2005/09/26

Some words on Preview.app

What I have to say about Preview is quite good. In Mac OS X 10.3, Preview was re-written, perhaps by Dominic Giampaulo, and it was hot. It opened PDFs in no time flat, and its searching capabilities were just so nice. In addition, it handled hyperlinks and tables of contents and other regular “PDF-like” stuff that had made it quite inferior to Acrobat Reader in the past.

The only problem was, it wasn’t part of the public Cocoa framework for displaying PDF files—only Preview itself could handle them as nicely. Anyone else (TeXShop, say) had to rely on bare bones it-works-but-there’s-no-bells-OR-whistles functionality.

With Tiger, Apple released PDF-goodness on all in PDFKit. Now TeXShop handles PDFs as well as anyone, even if Spotlight (or something) seems to have slowed down Tiger’s Preview compared to Panther’s. Oh well, I’ve only a 867MHz Powerbook, so I can’t complain. And everyone was happy, especially since Preview was further updated to handle annotation and global bookmarks.

Except they did a shoddy job at adding new features. Annotations can only be circles or (exactly one font at exactly one size of) text, and after the document is saved they become baked in. That’s right: no editing or seeing what’s underneath after actually creating the annotation. So that feature is only really marginally useful.

And second, the global bookmarks menu is a really nice idea. What’s it for? I didn’t realise this for ages, but it’s to keep track of where you’re up to (or your favourite places in) in any number of PDF documents that you have been reading. So, that’s pretty cool once I started using it. Here’s the kicker, though. It only works with static file paths. Eh? If you move or rename the PDF, your bookmark dies. It greys out in the menu, but all you can do about it is go to the preferences and delete the bookmark.

WTF? I haven’t got around to programming in Cocoa yet, but I’m almost 100% sure that it’s not the hardest thing in the world to link a file such that its location in the file system is independent of whether or not you can access it. Case in point: aliases in the Finder. And if the Finder can do something, anyone can do better.

So that’s my much delayed Friday bug for Apple: bug #4273090

Summary: Preview can place global “bookmarks” in PDF files to make it easier to keep track of reading long documents. However, it links those bookmarks with static file paths; if the file moves then the bookmark is broken. A more robust method of linking to the PDF file should be used.

Steps to Reproduce:

  • Open a PDF, and add a bookmark to it from the Bookmarks menu.
  • Close the PDF, and notice that the Bookmarks menu allows you to open the file at the previous location.
  • Now move the original file.
  • The bookmark is greyed out, and the bookmark is broken. It can’t even be fixed: it can either remain there unusable, or it may be deleted.

Expected Results:
The file should be linked to its file system node, not its file path. The bookmark should not break when the PDF is moved.

Actual Results:
The file is linked via its path; renaming or moving the PDF breaks the bookmark.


* [Task description]
Copy whichever lines of the data hold the word "axis".

* [Data for this task]
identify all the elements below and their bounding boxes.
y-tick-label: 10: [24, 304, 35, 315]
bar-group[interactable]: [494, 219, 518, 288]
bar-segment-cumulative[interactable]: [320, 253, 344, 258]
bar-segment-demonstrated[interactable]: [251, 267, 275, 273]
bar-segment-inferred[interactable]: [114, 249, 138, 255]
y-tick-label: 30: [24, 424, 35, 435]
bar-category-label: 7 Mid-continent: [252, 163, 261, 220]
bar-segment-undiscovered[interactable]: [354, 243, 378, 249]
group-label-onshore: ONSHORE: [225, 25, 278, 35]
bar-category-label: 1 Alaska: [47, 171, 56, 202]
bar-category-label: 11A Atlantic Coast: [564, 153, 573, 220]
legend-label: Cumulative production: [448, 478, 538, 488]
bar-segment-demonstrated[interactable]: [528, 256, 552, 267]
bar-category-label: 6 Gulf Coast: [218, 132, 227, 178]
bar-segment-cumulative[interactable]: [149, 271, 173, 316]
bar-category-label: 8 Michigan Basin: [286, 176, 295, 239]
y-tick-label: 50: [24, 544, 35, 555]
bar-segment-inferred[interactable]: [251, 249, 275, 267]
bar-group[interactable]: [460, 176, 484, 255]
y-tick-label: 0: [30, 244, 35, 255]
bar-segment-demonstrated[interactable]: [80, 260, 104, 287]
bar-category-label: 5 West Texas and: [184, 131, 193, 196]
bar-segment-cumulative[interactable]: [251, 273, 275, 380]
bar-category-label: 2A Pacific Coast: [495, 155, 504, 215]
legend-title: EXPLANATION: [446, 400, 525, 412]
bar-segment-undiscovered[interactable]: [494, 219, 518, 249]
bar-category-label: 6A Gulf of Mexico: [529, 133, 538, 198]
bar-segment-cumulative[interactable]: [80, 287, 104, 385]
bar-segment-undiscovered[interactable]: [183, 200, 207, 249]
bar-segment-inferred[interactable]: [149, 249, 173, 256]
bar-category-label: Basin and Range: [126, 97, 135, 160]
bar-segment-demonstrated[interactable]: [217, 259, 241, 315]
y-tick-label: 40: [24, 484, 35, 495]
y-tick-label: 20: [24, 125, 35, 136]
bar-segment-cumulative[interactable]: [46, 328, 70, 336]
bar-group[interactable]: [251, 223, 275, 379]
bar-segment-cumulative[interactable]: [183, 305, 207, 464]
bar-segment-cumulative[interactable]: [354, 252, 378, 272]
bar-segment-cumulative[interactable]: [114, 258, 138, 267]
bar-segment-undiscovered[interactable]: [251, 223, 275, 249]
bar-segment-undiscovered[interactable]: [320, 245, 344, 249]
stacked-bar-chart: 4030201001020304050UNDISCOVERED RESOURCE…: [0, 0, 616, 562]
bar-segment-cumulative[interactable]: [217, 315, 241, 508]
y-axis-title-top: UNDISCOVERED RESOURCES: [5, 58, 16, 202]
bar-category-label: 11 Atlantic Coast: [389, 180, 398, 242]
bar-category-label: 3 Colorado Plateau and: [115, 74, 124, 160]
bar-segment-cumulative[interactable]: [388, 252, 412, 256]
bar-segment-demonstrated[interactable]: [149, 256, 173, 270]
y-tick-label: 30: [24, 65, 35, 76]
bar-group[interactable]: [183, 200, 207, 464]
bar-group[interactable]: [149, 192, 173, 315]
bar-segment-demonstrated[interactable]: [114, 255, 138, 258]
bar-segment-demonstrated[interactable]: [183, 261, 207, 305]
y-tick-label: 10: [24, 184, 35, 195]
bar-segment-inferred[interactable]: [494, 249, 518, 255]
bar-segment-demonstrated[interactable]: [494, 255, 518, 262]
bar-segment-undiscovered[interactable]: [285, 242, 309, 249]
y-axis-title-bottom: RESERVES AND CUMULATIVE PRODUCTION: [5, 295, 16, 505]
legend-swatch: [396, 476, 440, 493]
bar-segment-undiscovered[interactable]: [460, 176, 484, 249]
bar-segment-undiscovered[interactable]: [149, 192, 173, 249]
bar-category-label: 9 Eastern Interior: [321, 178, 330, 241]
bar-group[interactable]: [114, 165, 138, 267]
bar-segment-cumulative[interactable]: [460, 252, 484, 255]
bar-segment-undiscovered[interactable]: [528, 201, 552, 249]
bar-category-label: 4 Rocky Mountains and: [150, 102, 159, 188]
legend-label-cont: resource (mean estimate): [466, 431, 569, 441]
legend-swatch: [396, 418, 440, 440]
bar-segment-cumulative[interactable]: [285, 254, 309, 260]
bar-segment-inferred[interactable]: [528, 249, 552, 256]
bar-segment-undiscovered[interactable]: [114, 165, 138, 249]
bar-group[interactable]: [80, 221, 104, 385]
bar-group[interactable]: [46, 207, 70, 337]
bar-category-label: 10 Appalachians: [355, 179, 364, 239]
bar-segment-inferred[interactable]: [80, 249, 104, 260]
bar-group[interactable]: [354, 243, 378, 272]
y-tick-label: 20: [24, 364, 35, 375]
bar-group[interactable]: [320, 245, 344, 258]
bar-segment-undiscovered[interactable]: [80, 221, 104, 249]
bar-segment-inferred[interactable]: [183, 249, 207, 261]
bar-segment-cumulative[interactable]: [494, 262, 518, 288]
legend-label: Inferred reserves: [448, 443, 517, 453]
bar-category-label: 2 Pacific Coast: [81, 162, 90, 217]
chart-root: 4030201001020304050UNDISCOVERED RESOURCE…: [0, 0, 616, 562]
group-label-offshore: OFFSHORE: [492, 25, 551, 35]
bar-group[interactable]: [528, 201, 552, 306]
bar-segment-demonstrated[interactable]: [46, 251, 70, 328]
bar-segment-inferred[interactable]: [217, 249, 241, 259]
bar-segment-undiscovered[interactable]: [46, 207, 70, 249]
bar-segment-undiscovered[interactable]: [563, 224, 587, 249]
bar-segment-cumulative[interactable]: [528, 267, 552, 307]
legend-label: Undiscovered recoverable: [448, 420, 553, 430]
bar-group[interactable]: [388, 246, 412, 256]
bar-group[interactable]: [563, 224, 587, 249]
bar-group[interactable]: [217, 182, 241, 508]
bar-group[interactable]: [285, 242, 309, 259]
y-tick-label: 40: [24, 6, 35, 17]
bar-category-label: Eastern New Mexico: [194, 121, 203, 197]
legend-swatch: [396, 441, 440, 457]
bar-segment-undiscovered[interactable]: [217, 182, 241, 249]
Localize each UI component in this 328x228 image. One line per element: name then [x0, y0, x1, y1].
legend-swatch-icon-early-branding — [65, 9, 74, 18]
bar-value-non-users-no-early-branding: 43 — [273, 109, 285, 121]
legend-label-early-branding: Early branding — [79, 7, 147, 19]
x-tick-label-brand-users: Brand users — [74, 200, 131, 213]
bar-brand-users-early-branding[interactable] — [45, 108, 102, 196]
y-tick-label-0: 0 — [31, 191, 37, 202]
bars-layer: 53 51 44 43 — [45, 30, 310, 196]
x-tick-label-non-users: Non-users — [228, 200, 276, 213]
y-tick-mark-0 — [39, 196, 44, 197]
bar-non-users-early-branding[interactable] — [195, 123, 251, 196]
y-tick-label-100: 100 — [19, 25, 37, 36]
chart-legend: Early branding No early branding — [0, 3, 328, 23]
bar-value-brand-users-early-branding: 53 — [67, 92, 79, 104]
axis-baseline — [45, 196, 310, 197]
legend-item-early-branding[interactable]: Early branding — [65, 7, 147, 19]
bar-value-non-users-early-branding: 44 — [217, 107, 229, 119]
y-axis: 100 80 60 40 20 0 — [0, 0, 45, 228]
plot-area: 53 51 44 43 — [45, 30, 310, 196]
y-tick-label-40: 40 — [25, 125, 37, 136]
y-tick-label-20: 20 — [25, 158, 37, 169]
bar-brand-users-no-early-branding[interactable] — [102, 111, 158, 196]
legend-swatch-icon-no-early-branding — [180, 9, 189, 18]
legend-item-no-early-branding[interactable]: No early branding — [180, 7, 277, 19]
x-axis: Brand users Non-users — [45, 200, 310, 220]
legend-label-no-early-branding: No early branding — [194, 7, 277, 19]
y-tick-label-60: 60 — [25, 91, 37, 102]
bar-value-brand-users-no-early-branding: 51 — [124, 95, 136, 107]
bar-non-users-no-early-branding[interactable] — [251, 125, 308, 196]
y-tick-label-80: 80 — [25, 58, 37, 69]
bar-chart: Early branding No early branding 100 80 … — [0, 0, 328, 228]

* [Output below]
y-axis-title-top: UNDISCOVERED RESOURCES: [5, 58, 16, 202]
y-axis-title-bottom: RESERVES AND CUMULATIVE PRODUCTION: [5, 295, 16, 505]
axis-baseline — [45, 196, 310, 197]
y-axis: 100 80 60 40 20 0 — [0, 0, 45, 228]
x-axis: Brand users Non-users — [45, 200, 310, 220]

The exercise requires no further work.